Citizens Sue Tregembo Animal Park Over Bears’ Miserable Plight
N.C. Residents Want Bears Transferred From Tiny Roadside Zoo Enclosures to a Spacious Sanctuary
For Immediate Release:
August 3, 2017
Contact:
David Perle 202-483-7382
Today, North Carolina residents Caroline Byrd and Lorraine Moe filed a lawsuit against Tregembo Animal Park alleging that the Wilmington roadside zoo’s treatment of the bears Ben and Booger violates North Carolina’s anti-cruelty statute. The plaintiffs seek to have both bears moved to a reputable animal sanctuary.
North Carolina law requires that captive animals be free from unjustifiable pain and suffering, which, for bears, includes access to space to roam and the ability to engage in natural types of behavior, such as foraging, climbing, nesting, exploring, denning, and digging—none of which Ben and Booger can do at Tregembo Animal Park. There, they’re confined to enclosures that are less than 0.0004 percent of the minimum territory that a bear would cover in nature, the functional equivalent of forcing a human to live in a small closet.
The lawsuit points out that neither bear has sufficient relief from public harassment or the summer heat. Booger paces repeatedly—a symptom of mental anguish caused by deprivation and distress—and the park has failed to provide Ben with appropriate veterinary care for severe facial lesions that have left him with scarring on both corneas, causing visual impairment.
“Tregembo Animal Park is inflicting unjustifiable physical pain and psychological torment on sensitive bears,” says PETA Foundation Director of Captive Animal Law Enforcement Brittany Peet. “PETA joins concerned North Carolinians in urging the facility to move these poor animals to a reputable sanctuary where they’d receive the care they desperately need.”
PETA’s motto reads, in part, that “animals are not ours to use for entertainment.”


Assignment: What is the number of lines in the data below that contain "TerminéTâche"? Reply with the number only.

'''

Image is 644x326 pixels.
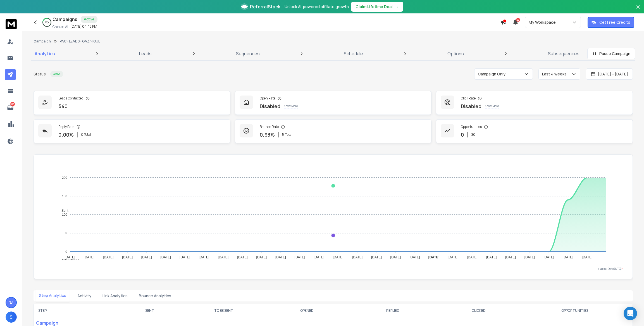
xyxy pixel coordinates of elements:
[250,4,280,10] span: ReferralStack
[352,255,363,259] tspan: [DATE]
[84,255,94,259] tspan: [DATE]
[160,255,171,259] tspan: [DATE]
[529,20,558,25] p: My Workspace
[5,102,16,113] a: 646
[351,2,403,12] button: Claim Lifetime Deal→
[588,17,634,28] button: Get Free Credits
[31,47,58,60] a: Analytics
[33,91,230,115] a: Leads Contacted540
[461,131,464,139] p: 0
[345,304,441,317] th: REPLIED
[545,47,583,60] a: Subsequences
[371,255,382,259] tspan: [DATE]
[50,71,63,77] div: Active
[284,104,298,109] p: Know More
[282,133,284,137] span: 5
[235,119,432,143] a: Bounce Rate0.93%5Total
[410,255,420,259] tspan: [DATE]
[395,4,399,10] span: →
[142,255,152,259] tspan: [DATE]
[344,50,363,57] p: Schedule
[179,304,269,317] th: TO BE SENT
[461,102,482,110] p: Disabled
[62,213,67,216] tspan: 100
[64,232,67,235] tspan: 50
[548,50,580,57] p: Subsequences
[624,307,637,320] div: Open Intercom Messenger
[45,21,49,24] p: 28 %
[57,209,69,213] span: Sent
[6,312,17,323] button: S
[33,39,51,44] button: Campaign
[391,255,401,259] tspan: [DATE]
[60,39,100,44] p: PAC - LEADS - GAZ/FIOUL
[74,290,95,302] button: Activity
[103,255,113,259] tspan: [DATE]
[260,96,276,101] p: Open Rate
[276,255,286,259] tspan: [DATE]
[233,47,263,60] a: Sequences
[260,125,279,129] p: Bounce Rate
[260,102,281,110] p: Disabled
[285,133,292,137] span: Total
[52,24,70,29] p: Created At:
[218,255,228,259] tspan: [DATE]
[444,47,467,60] a: Options
[428,255,439,259] tspan: [DATE]
[285,4,349,10] p: Unlock AI-powered affiliate growth
[295,255,306,259] tspan: [DATE]
[544,255,555,259] tspan: [DATE]
[467,255,478,259] tspan: [DATE]
[471,133,476,137] p: $ 0
[236,50,260,57] p: Sequences
[198,255,209,259] tspan: [DATE]
[121,304,179,317] th: SENT
[64,255,75,259] tspan: [DATE]
[57,258,79,263] span: Total Opens
[448,50,464,57] p: Options
[81,16,97,23] div: Active
[441,304,517,317] th: CLICKED
[81,133,91,137] p: 0 Total
[478,71,508,77] p: Campaign Only
[36,289,70,303] button: Step Analytics
[122,255,132,259] tspan: [DATE]
[516,18,520,22] span: 50
[62,194,67,198] tspan: 150
[269,304,345,317] th: OPENED
[99,290,131,302] button: Link Analytics
[333,255,344,259] tspan: [DATE]
[517,304,633,317] th: OPPORTUNITIES
[71,24,97,29] p: [DATE] 04:45 PM
[436,119,633,143] a: Opportunities0$0
[10,102,15,107] p: 646
[599,20,630,25] p: Get Free Credits
[58,102,67,110] p: 540
[505,255,516,259] tspan: [DATE]
[52,16,77,23] h1: Campaigns
[436,91,633,115] a: Click RateDisabledKnow More
[62,176,67,179] tspan: 200
[542,71,569,77] p: Last 4 weeks
[485,104,499,109] p: Know More
[525,255,535,259] tspan: [DATE]
[260,131,275,139] p: 0.93 %
[65,250,67,253] tspan: 0
[314,255,324,259] tspan: [DATE]
[588,48,635,59] button: Pause Campaign
[582,255,593,259] tspan: [DATE]
[58,96,84,101] p: Leads Contacted
[33,71,47,77] p: Status:
[58,125,74,129] p: Reply Rate
[256,255,267,259] tspan: [DATE]
[448,255,459,259] tspan: [DATE]
[486,255,497,259] tspan: [DATE]
[461,96,476,101] p: Click Rate
[43,267,624,271] p: x-axis : Date(UTC)
[135,290,175,302] button: Bounce Analytics
[180,255,190,259] tspan: [DATE]
[341,47,366,60] a: Schedule
[58,131,74,139] p: 0.00 %
[136,47,155,60] a: Leads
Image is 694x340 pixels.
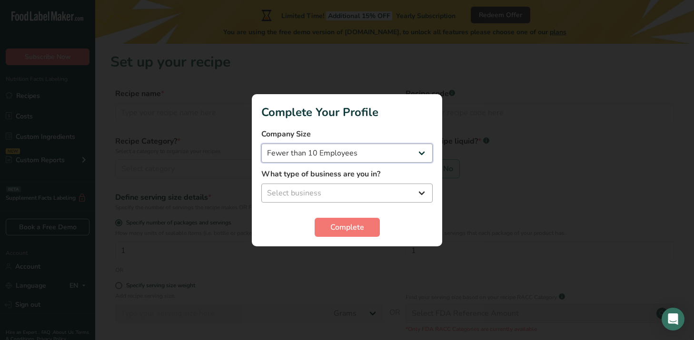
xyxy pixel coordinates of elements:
[330,222,364,233] span: Complete
[261,168,433,180] label: What type of business are you in?
[261,104,433,121] h1: Complete Your Profile
[261,128,433,140] label: Company Size
[662,308,684,331] div: Open Intercom Messenger
[315,218,380,237] button: Complete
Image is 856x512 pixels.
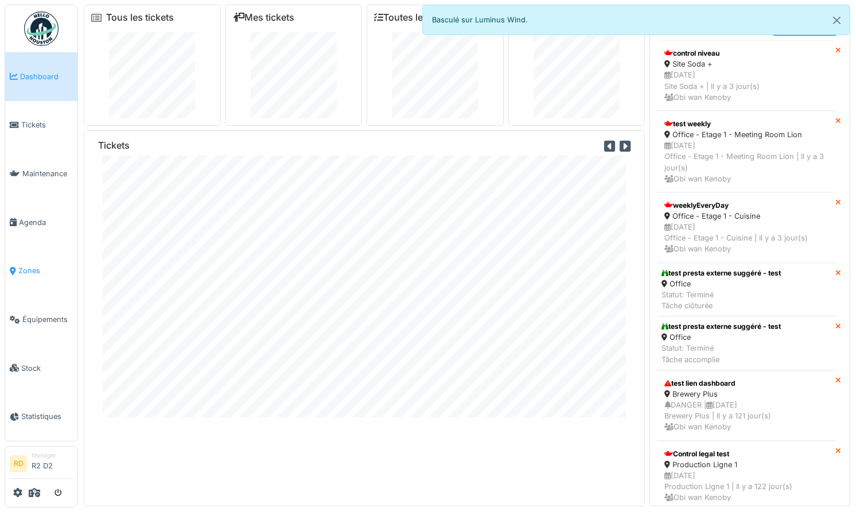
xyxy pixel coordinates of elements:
a: Dashboard [5,52,77,101]
div: Statut: Terminé Tâche clôturée [662,289,781,311]
a: test lien dashboard Brewery Plus DANGER |[DATE]Brewery Plus | Il y a 121 jour(s) Obi wan Kenoby [657,370,836,441]
a: control niveau Site Soda + [DATE]Site Soda + | Il y a 3 jour(s) Obi wan Kenoby [657,40,836,111]
div: [DATE] Office - Etage 1 - Meeting Room Lion | Il y a 3 jour(s) Obi wan Kenoby [665,140,828,184]
span: Tickets [21,119,73,130]
a: test presta externe suggéré - test Office Statut: TerminéTâche clôturée [657,263,836,317]
img: Badge_color-CXgf-gQk.svg [24,11,59,46]
span: Équipements [22,314,73,325]
div: Brewery Plus [665,389,828,400]
div: control niveau [665,48,828,59]
div: [DATE] Office - Etage 1 - Cuisine | Il y a 3 jour(s) Obi wan Kenoby [665,222,828,255]
span: Zones [18,265,73,276]
div: Site Soda + [665,59,828,69]
a: Tous les tickets [106,12,174,23]
div: test presta externe suggéré - test [662,268,781,278]
div: Office - Etage 1 - Meeting Room Lion [665,129,828,140]
a: weeklyEveryDay Office - Etage 1 - Cuisine [DATE]Office - Etage 1 - Cuisine | Il y a 3 jour(s) Obi... [657,192,836,263]
a: Statistiques [5,393,77,441]
a: Stock [5,344,77,393]
span: Maintenance [22,168,73,179]
div: weeklyEveryDay [665,200,828,211]
div: Manager [32,451,73,460]
div: Basculé sur Luminus Wind. [423,5,851,35]
a: Maintenance [5,149,77,198]
a: Control legal test Production Ligne 1 [DATE]Production Ligne 1 | Il y a 122 jour(s) Obi wan Kenoby [657,441,836,511]
button: Close [824,5,850,36]
div: DANGER | [DATE] Brewery Plus | Il y a 121 jour(s) Obi wan Kenoby [665,400,828,433]
a: test weekly Office - Etage 1 - Meeting Room Lion [DATE]Office - Etage 1 - Meeting Room Lion | Il ... [657,111,836,192]
div: Production Ligne 1 [665,459,828,470]
div: test weekly [665,119,828,129]
a: Zones [5,247,77,296]
div: [DATE] Production Ligne 1 | Il y a 122 jour(s) Obi wan Kenoby [665,470,828,503]
div: Office [662,278,781,289]
li: R2 D2 [32,451,73,476]
a: test presta externe suggéré - test Office Statut: TerminéTâche accomplie [657,316,836,370]
a: Équipements [5,295,77,344]
span: Statistiques [21,411,73,422]
a: RD ManagerR2 D2 [10,451,73,479]
h6: Tickets [98,140,130,151]
a: Agenda [5,198,77,247]
div: Office - Etage 1 - Cuisine [665,211,828,222]
div: Office [662,332,781,343]
a: Toutes les tâches [374,12,460,23]
div: [DATE] Site Soda + | Il y a 3 jour(s) Obi wan Kenoby [665,69,828,103]
div: Control legal test [665,449,828,459]
a: Mes tickets [233,12,294,23]
div: test presta externe suggéré - test [662,321,781,332]
span: Stock [21,363,73,374]
a: Tickets [5,101,77,150]
li: RD [10,455,27,472]
span: Dashboard [20,71,73,82]
span: Agenda [19,217,73,228]
div: test lien dashboard [665,378,828,389]
div: Statut: Terminé Tâche accomplie [662,343,781,365]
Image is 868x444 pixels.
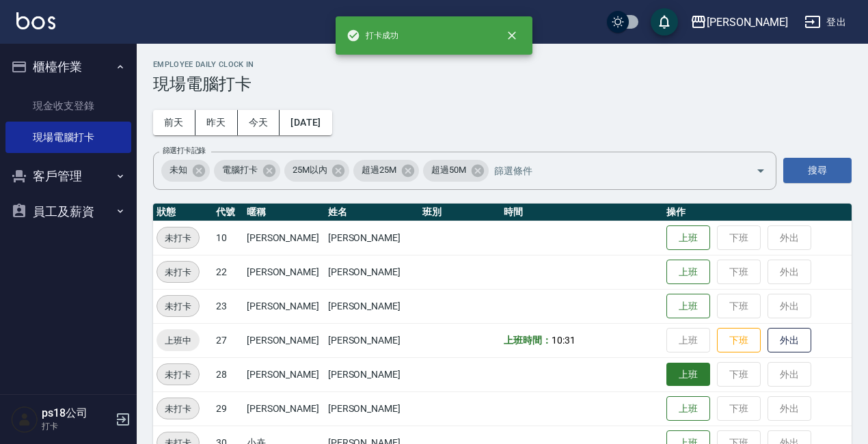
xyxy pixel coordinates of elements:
button: [DATE] [279,110,331,135]
h5: ps18公司 [42,406,111,421]
a: 現場電腦打卡 [5,122,132,153]
td: [PERSON_NAME] [243,323,325,357]
td: [PERSON_NAME] [325,357,419,392]
button: 登出 [799,10,852,35]
span: 未打卡 [157,265,199,279]
button: 上班 [667,226,710,251]
span: 未知 [161,164,195,177]
div: 電腦打卡 [214,160,280,182]
button: close [497,21,527,51]
h3: 現場電腦打卡 [153,74,852,94]
div: 超過50M [423,160,489,182]
th: 代號 [213,204,243,221]
img: Logo [16,13,55,30]
td: [PERSON_NAME] [325,392,419,426]
a: 現金收支登錄 [5,90,132,122]
label: 篩選打卡記錄 [163,146,206,156]
b: 上班時間： [504,335,551,346]
span: 打卡成功 [346,29,398,42]
span: 未打卡 [157,368,199,382]
button: [PERSON_NAME] [685,8,794,36]
td: [PERSON_NAME] [243,392,325,426]
th: 時間 [500,204,663,221]
div: [PERSON_NAME] [707,13,788,30]
td: 10 [213,221,243,255]
td: [PERSON_NAME] [243,289,325,323]
th: 姓名 [325,204,419,221]
button: 前天 [153,110,195,135]
span: 未打卡 [157,231,199,245]
td: 23 [213,289,243,323]
span: 超過50M [423,164,474,177]
h2: Employee Daily Clock In [153,60,852,69]
span: 未打卡 [157,402,199,416]
button: 櫃檯作業 [5,49,132,85]
th: 班別 [419,204,500,221]
td: 29 [213,392,243,426]
button: save [651,8,678,36]
th: 操作 [663,204,852,221]
td: [PERSON_NAME] [243,221,325,255]
button: 外出 [768,329,811,354]
div: 25M以內 [285,160,350,182]
td: [PERSON_NAME] [325,221,419,255]
td: [PERSON_NAME] [325,255,419,289]
span: 10:31 [551,335,575,346]
img: Person [11,406,38,433]
button: 客戶管理 [5,158,132,194]
button: 上班 [667,363,710,387]
button: 上班 [667,294,710,320]
div: 超過25M [353,160,419,182]
button: 搜尋 [783,158,852,184]
input: 篩選條件 [490,158,732,183]
span: 未打卡 [157,299,199,314]
td: [PERSON_NAME] [325,289,419,323]
span: 25M以內 [285,164,336,177]
p: 打卡 [42,421,111,432]
span: 超過25M [353,164,404,177]
button: 今天 [238,110,280,135]
button: 員工及薪資 [5,194,132,230]
td: [PERSON_NAME] [243,357,325,392]
td: [PERSON_NAME] [325,323,419,357]
td: 22 [213,255,243,289]
div: 未知 [161,160,209,182]
th: 狀態 [153,204,213,221]
td: 28 [213,357,243,392]
button: 昨天 [195,110,238,135]
td: 27 [213,323,243,357]
td: [PERSON_NAME] [243,255,325,289]
button: 上班 [667,260,710,285]
span: 上班中 [157,334,200,348]
button: Open [750,160,771,182]
button: 上班 [667,397,710,422]
span: 電腦打卡 [214,164,266,177]
button: 下班 [717,329,761,354]
th: 暱稱 [243,204,325,221]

'''

Written reply: 2